You are using an outdated browser.
Please upgrade your browser
and improve your visit to our site.
Skip Navigation

Cleveland recommends firing six cops involved in a 137-bullet massacre.

Ricky Rhodes/Getty Images

To account for one way in which the modern black liberation movement has made a difference, think about why Timothy Russell and Melissa Williams aren’t as well known as Michael Brown and Sandra Bland. They would be household names had they died today, unarmed, in a hail of 137 bullets fired by police. But they were killed in November 2012 by Cleveland cops after a lengthy, dangerous chase.

Their deaths triggered the mayor to request that the Obama administration investigate his own police force. Due the Department of Justice’s findings of excessive force, the department is now subject to scores of reforms. But the 137 bullets didn’t attract much national attention until Michael Brelo, the only officer to be charged with a crime in the matter, was acquitted of voluntary manslaughter last summer.

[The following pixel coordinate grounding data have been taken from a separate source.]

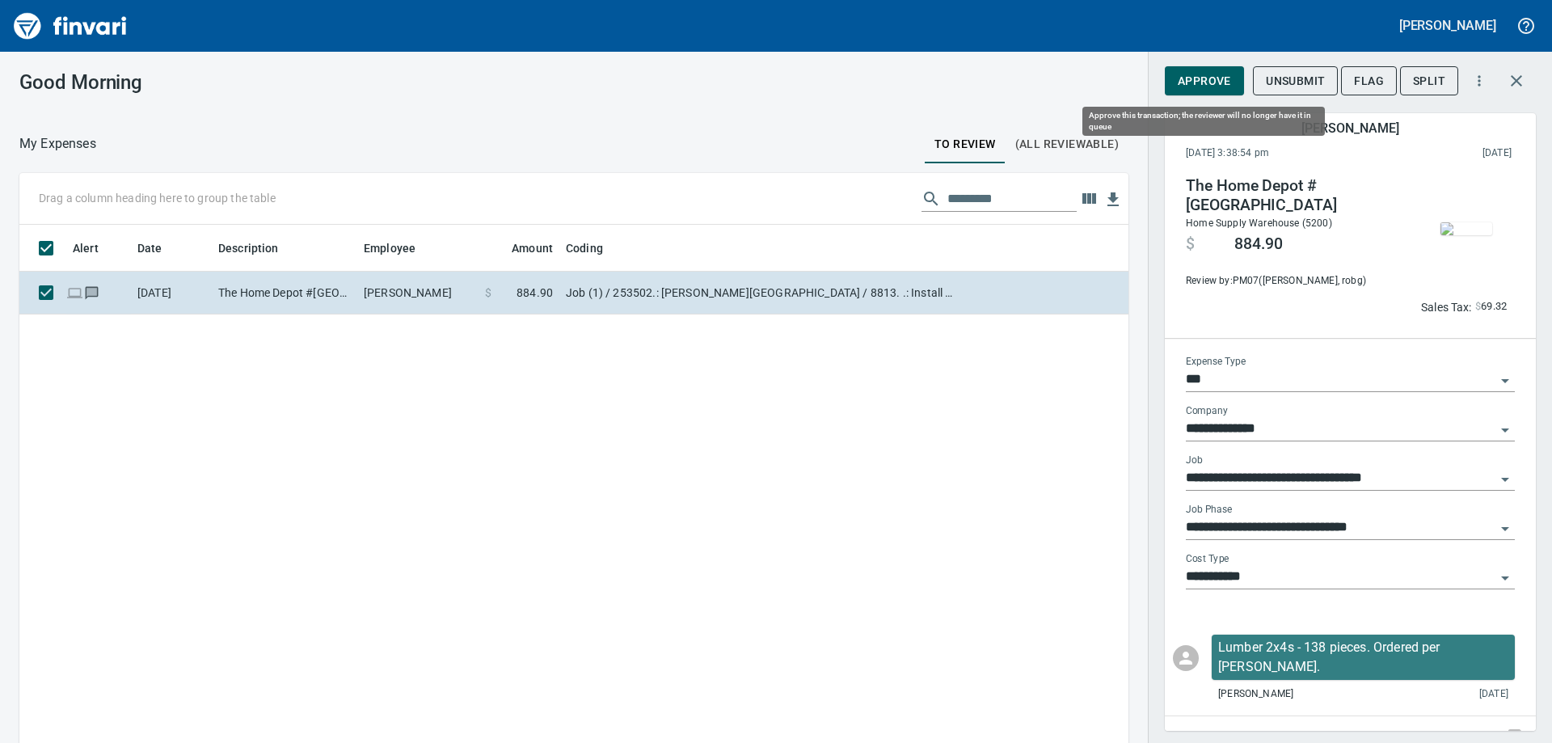 This screenshot has width=1552, height=743. I want to click on button: Download Table, so click(1113, 200).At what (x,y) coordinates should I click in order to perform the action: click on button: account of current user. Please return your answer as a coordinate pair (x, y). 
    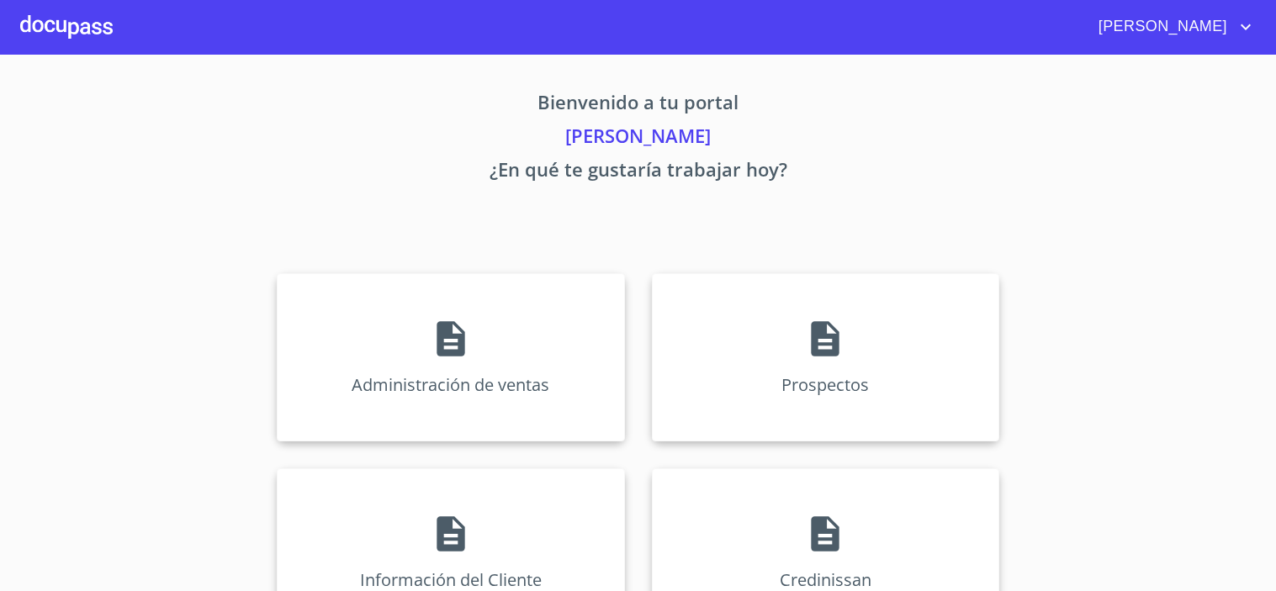
    Looking at the image, I should click on (1171, 27).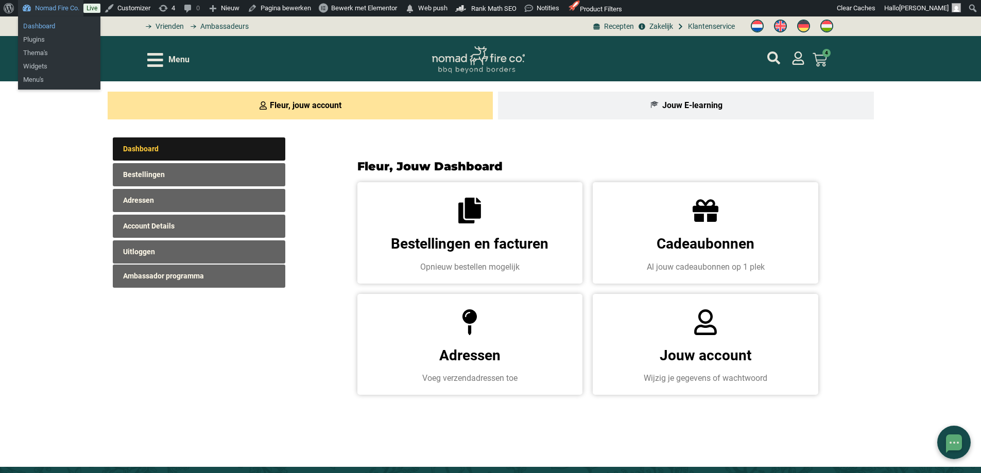 The height and width of the screenshot is (473, 981). I want to click on a: Plugins, so click(59, 40).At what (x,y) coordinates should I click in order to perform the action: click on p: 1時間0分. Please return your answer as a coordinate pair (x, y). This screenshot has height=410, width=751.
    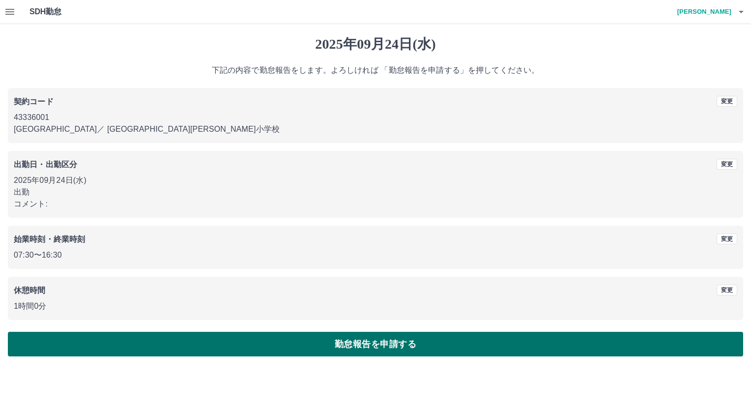
    Looking at the image, I should click on (375, 306).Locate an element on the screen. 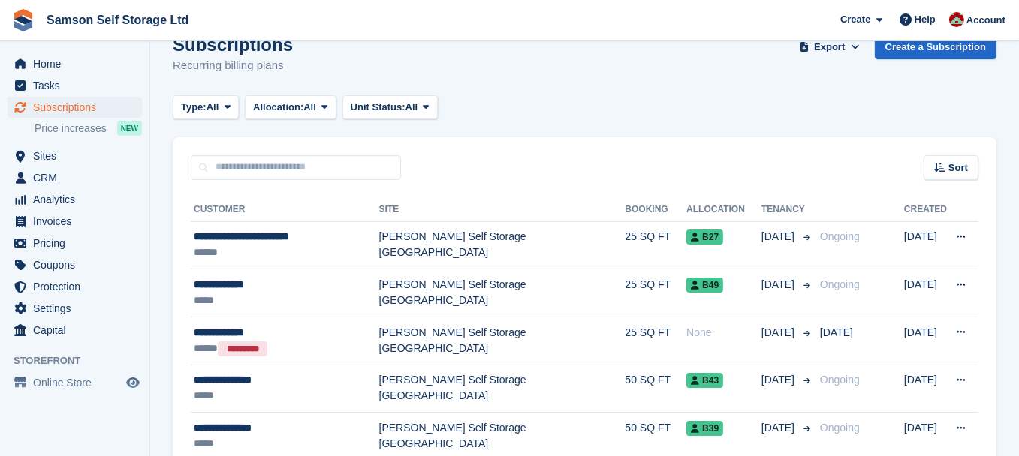 The width and height of the screenshot is (1019, 456). span: Home is located at coordinates (78, 64).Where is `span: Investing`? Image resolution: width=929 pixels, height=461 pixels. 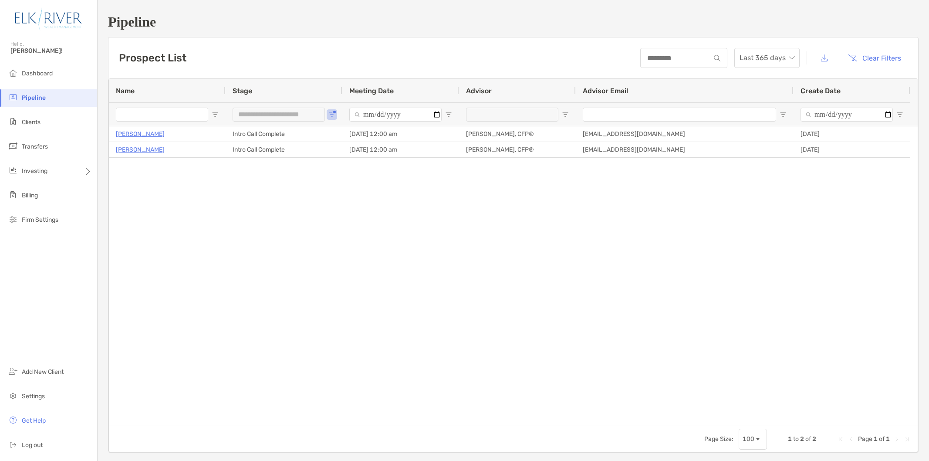
span: Investing is located at coordinates (34, 171).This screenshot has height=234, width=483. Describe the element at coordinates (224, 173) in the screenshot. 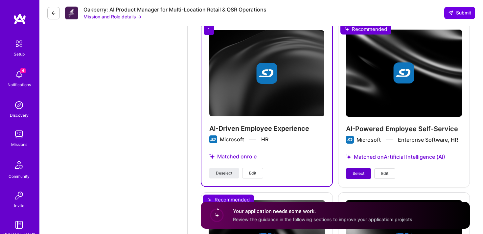

I see `span: Deselect` at that location.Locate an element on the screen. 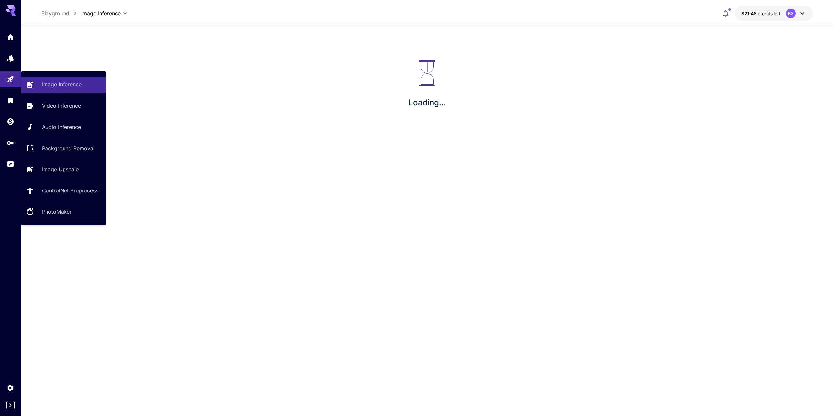  div: Usage is located at coordinates (10, 164).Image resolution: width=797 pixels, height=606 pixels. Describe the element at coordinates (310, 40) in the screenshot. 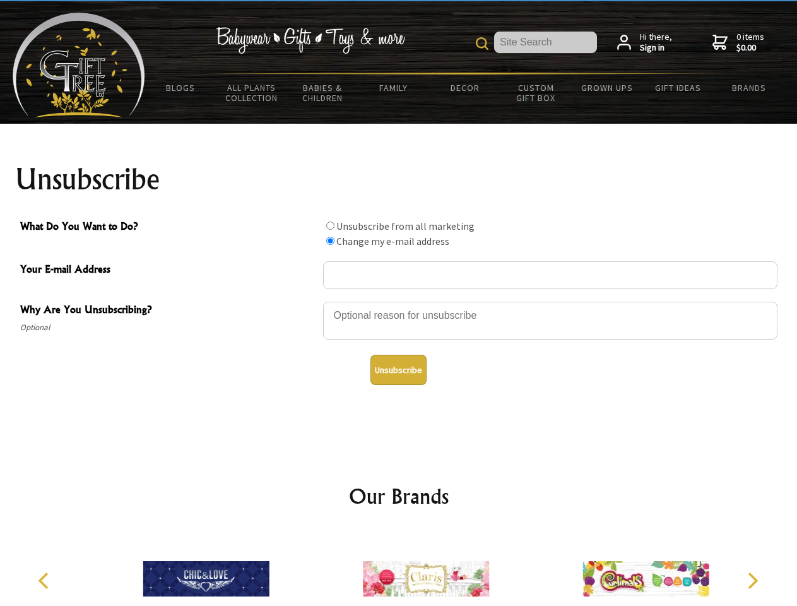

He’d fired the most shots at Russell and Williams, 49 in total.

Brelo and five of his fellow officers involved in the incident have finally been disciplined. The city on Tuesday recommended that six Cleveland police officers, including Brelo, be fired and that six more be suspended. “What we talked about from the beginning is that we would conduct a process that had due process and would be fair,” said Mayor Frank Jackson, speaking of the review that began in June.

But he added that he expects the disciplined officers to appeal, lengthening the process for “another few years.” When you’re a Cleveland cop, accountability can be postponed almost indefinitely.